Thursday, April 14, 2011

Hanna 2011, Action Film Movie Review

Hanna, one of the latest movie releases this month, has been hugely expected to such a wonderful action film. It is, indeed, for it did not hire a male leading actor to be and do all the action stuff. But it is a girl, a young girl who is the main character here and does all those action film stuff. Produced by Holleran Company Prods., a Sechzehnte Babelsberg Film/Neunte Babelsberg Film co-production film production companies in union, Hanna puts Saoirse Ronan (The Lovely Bones) to be the leading actress.

Hanna (Saoirse Ronan), the main character whose name is the sole title of this film, is a young girl who is raised by her father Erik Heller (Eric Bana) and is grown up in the middle of a forest deep in Finlandia. She is prepared to fight and to be a tough and strong fighter. There are some moments where Heller tests his daughter’s reflects by attacking her so randomly and suddenly, so that he knows how ready she is in receiving such challenge and attack. Heller also teaches Hanna to speak many languages, puts many informations to her, and gives her many books to read. But this preparation is not for nothing, except that Hanna does not know about it. This is for one mission related to Heller’s past and a female CIA agent named Marissa Wiegler (Cate Blanchett). The obvious mission is to kill that Wiegler woman. When she killed someone who is posed as Wiegler, she manages to escape the tightly guarded CIA underground place and takes some journey to wherever she can go and run. There, all the actions done by Hanna are so densely fill all over the scenes.

This action movie is somehow intriguing in its core of story: a young girl, not an adult and not even a grown up man, is prepared to kill a high class CIA agent who is already a pro. Looking at it from a far, we can see it as a “pressure” toward a teenage innocent girl who is supposed to feel her teenage life and fun, but instead she is “forced”, consciously or not, to do a job which is supposed to be done an older person, say her father himself. It is very much a wonder why the filmmaker set a young girl to do this.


Activity: Show every line of the records below that contains the word "diagram".

[Stored data]
%%

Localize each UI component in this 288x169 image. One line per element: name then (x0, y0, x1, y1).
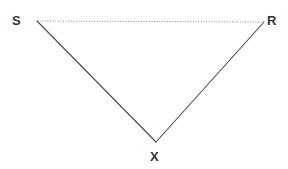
edge-X-R (156, 22, 264, 142)
diagram-canvas: S R X (0, 0, 288, 169)
triangle-diagram (0, 0, 288, 169)
edge-S-X (37, 21, 156, 142)
vertex-label-r: R (267, 14, 276, 27)
vertex-label-x: X (150, 150, 159, 163)
vertex-label-s: S (12, 14, 21, 27)
edge-S-R (37, 21, 264, 22)
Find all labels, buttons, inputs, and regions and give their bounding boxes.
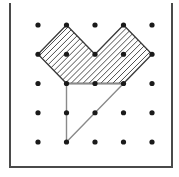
hatch-line: [19, 0, 179, 177]
hatch-line: [25, 0, 179, 177]
hatch-line: [96, 0, 179, 177]
hatch-line: [0, 0, 148, 177]
grid-dot-r4-c0: [35, 139, 40, 144]
hatch-line: [0, 0, 36, 177]
grid-dot-r0-c2: [92, 22, 97, 27]
grid-dot-r0-c3: [121, 22, 126, 27]
grid-dot-r4-c4: [149, 139, 154, 144]
hatch-line: [168, 0, 179, 177]
grid-dots: [35, 22, 154, 144]
grid-dot-r0-c0: [35, 22, 40, 27]
hatch-line: [0, 0, 42, 177]
hatch-line: [120, 0, 179, 177]
grid-dot-r1-c1: [64, 52, 69, 57]
grid-dot-r3-c1: [64, 110, 69, 115]
hatch-line: [37, 0, 179, 177]
hatch-line: [0, 0, 59, 177]
geoboard-figure: [0, 0, 179, 177]
hatch-line: [0, 0, 6, 177]
grid-dot-r3-c3: [121, 110, 126, 115]
grid-dot-r2-c3: [121, 81, 126, 86]
border-frame: [10, 4, 172, 167]
hatch-line: [0, 0, 83, 177]
grid-dot-r2-c2: [92, 81, 97, 86]
hatch-line: [0, 0, 125, 177]
grid-dot-r4-c1: [64, 139, 69, 144]
grid-dot-r3-c4: [149, 110, 154, 115]
grid-dot-r3-c2: [92, 110, 97, 115]
hatch-line: [0, 0, 166, 177]
hatch-line: [0, 0, 172, 177]
grid-dot-r2-c1: [64, 81, 69, 86]
hatch-line: [84, 0, 179, 177]
grid-dot-r3-c0: [35, 110, 40, 115]
hatch-line: [144, 0, 179, 177]
hatch-line: [173, 0, 179, 177]
hatch-line: [0, 0, 18, 177]
grid-dot-r0-c4: [149, 22, 154, 27]
hatch-line: [43, 0, 179, 177]
hatch-line: [0, 0, 24, 177]
hatch-line: [0, 0, 30, 177]
grid-dot-r1-c4: [149, 52, 154, 57]
hatch-line: [156, 0, 179, 177]
grid-dot-r1-c0: [35, 52, 40, 57]
hatch-line: [90, 0, 179, 177]
hatch-line: [0, 0, 53, 177]
grid-dot-r2-c0: [35, 81, 40, 86]
hatch-line: [61, 0, 179, 177]
hatch-line: [0, 0, 160, 177]
hatch-line: [0, 0, 119, 177]
hatch-line: [0, 0, 89, 177]
hatch-line: [0, 0, 95, 177]
grid-dot-r4-c2: [92, 139, 97, 144]
hatch-line: [102, 0, 179, 177]
grid-dot-r1-c3: [121, 52, 126, 57]
hatch-line: [0, 0, 48, 177]
frame-open-top-path: [10, 4, 172, 167]
grid-dot-r4-c3: [121, 139, 126, 144]
hatch-line: [55, 0, 179, 177]
hatch-line: [0, 0, 107, 177]
hatch-line: [0, 0, 154, 177]
hatch-line: [162, 0, 179, 177]
grid-dot-r0-c1: [64, 22, 69, 27]
figure-container: [0, 0, 179, 177]
grid-dot-r1-c2: [92, 52, 97, 57]
grid-dot-r2-c4: [149, 81, 154, 86]
hatch-line: [31, 0, 179, 177]
hatch-line: [0, 0, 101, 177]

%%

Result:
diagram-canvas: S R X (0, 0, 288, 169)
triangle-diagram (0, 0, 288, 169)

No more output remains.